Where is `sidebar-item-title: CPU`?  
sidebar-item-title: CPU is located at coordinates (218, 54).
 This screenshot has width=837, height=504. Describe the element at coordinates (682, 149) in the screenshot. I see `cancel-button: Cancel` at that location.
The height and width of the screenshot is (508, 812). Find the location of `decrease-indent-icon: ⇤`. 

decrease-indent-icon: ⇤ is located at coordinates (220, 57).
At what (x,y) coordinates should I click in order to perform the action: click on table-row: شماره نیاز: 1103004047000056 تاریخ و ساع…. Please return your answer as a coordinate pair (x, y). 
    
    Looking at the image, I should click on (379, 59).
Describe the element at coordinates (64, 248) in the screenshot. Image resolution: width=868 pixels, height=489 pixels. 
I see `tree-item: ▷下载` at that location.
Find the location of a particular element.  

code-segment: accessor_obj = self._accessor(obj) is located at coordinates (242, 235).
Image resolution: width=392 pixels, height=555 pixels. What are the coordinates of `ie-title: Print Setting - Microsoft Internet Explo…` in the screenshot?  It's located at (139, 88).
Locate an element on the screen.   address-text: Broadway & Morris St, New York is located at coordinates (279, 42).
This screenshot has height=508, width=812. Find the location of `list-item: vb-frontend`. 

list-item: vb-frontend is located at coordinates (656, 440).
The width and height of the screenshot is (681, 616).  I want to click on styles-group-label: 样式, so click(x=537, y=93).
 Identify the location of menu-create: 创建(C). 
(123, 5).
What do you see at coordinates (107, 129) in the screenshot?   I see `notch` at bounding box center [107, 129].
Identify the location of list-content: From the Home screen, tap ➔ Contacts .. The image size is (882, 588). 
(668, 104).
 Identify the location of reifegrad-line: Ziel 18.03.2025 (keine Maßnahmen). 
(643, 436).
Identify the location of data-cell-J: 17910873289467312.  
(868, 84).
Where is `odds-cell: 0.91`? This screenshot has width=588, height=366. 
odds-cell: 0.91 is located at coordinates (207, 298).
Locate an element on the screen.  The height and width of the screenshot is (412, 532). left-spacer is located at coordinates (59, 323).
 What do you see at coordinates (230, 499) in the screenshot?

The problem =>
Word for word, give the material above a second time.

Response for this exercise =>
Where is `sidebar-item-title: CPU`?  
sidebar-item-title: CPU is located at coordinates (218, 54).
 This screenshot has width=837, height=504. Describe the element at coordinates (682, 149) in the screenshot. I see `cancel-button: Cancel` at that location.
The height and width of the screenshot is (508, 812). Find the location of `decrease-indent-icon: ⇤`. 

decrease-indent-icon: ⇤ is located at coordinates (220, 57).
At what (x,y) coordinates should I click in order to perform the action: click on table-row: شماره نیاز: 1103004047000056 تاریخ و ساع…. Please return your answer as a coordinate pair (x, y). 
    
    Looking at the image, I should click on (379, 59).
Describe the element at coordinates (64, 248) in the screenshot. Image resolution: width=868 pixels, height=489 pixels. 
I see `tree-item: ▷下载` at that location.
Find the location of a particular element.  

code-segment: accessor_obj = self._accessor(obj) is located at coordinates (242, 235).
Image resolution: width=392 pixels, height=555 pixels. What are the coordinates of `ie-title: Print Setting - Microsoft Internet Explo…` in the screenshot?  It's located at (139, 88).
Locate an element on the screen.   address-text: Broadway & Morris St, New York is located at coordinates (279, 42).
This screenshot has height=508, width=812. Find the location of `list-item: vb-frontend`. 

list-item: vb-frontend is located at coordinates (656, 440).
The width and height of the screenshot is (681, 616).  I want to click on styles-group-label: 样式, so click(x=537, y=93).
 Identify the location of menu-create: 创建(C). 
(123, 5).
What do you see at coordinates (107, 129) in the screenshot?   I see `notch` at bounding box center [107, 129].
Identify the location of list-content: From the Home screen, tap ➔ Contacts .. The image size is (882, 588). 
(668, 104).
 Identify the location of reifegrad-line: Ziel 18.03.2025 (keine Maßnahmen). 
(643, 436).
Identify the location of data-cell-J: 17910873289467312.  
(868, 84).
Where is `odds-cell: 0.91`? This screenshot has width=588, height=366. 
odds-cell: 0.91 is located at coordinates (207, 298).
Locate an element on the screen.  The height and width of the screenshot is (412, 532). left-spacer is located at coordinates (59, 323).
 What do you see at coordinates (230, 499) in the screenshot?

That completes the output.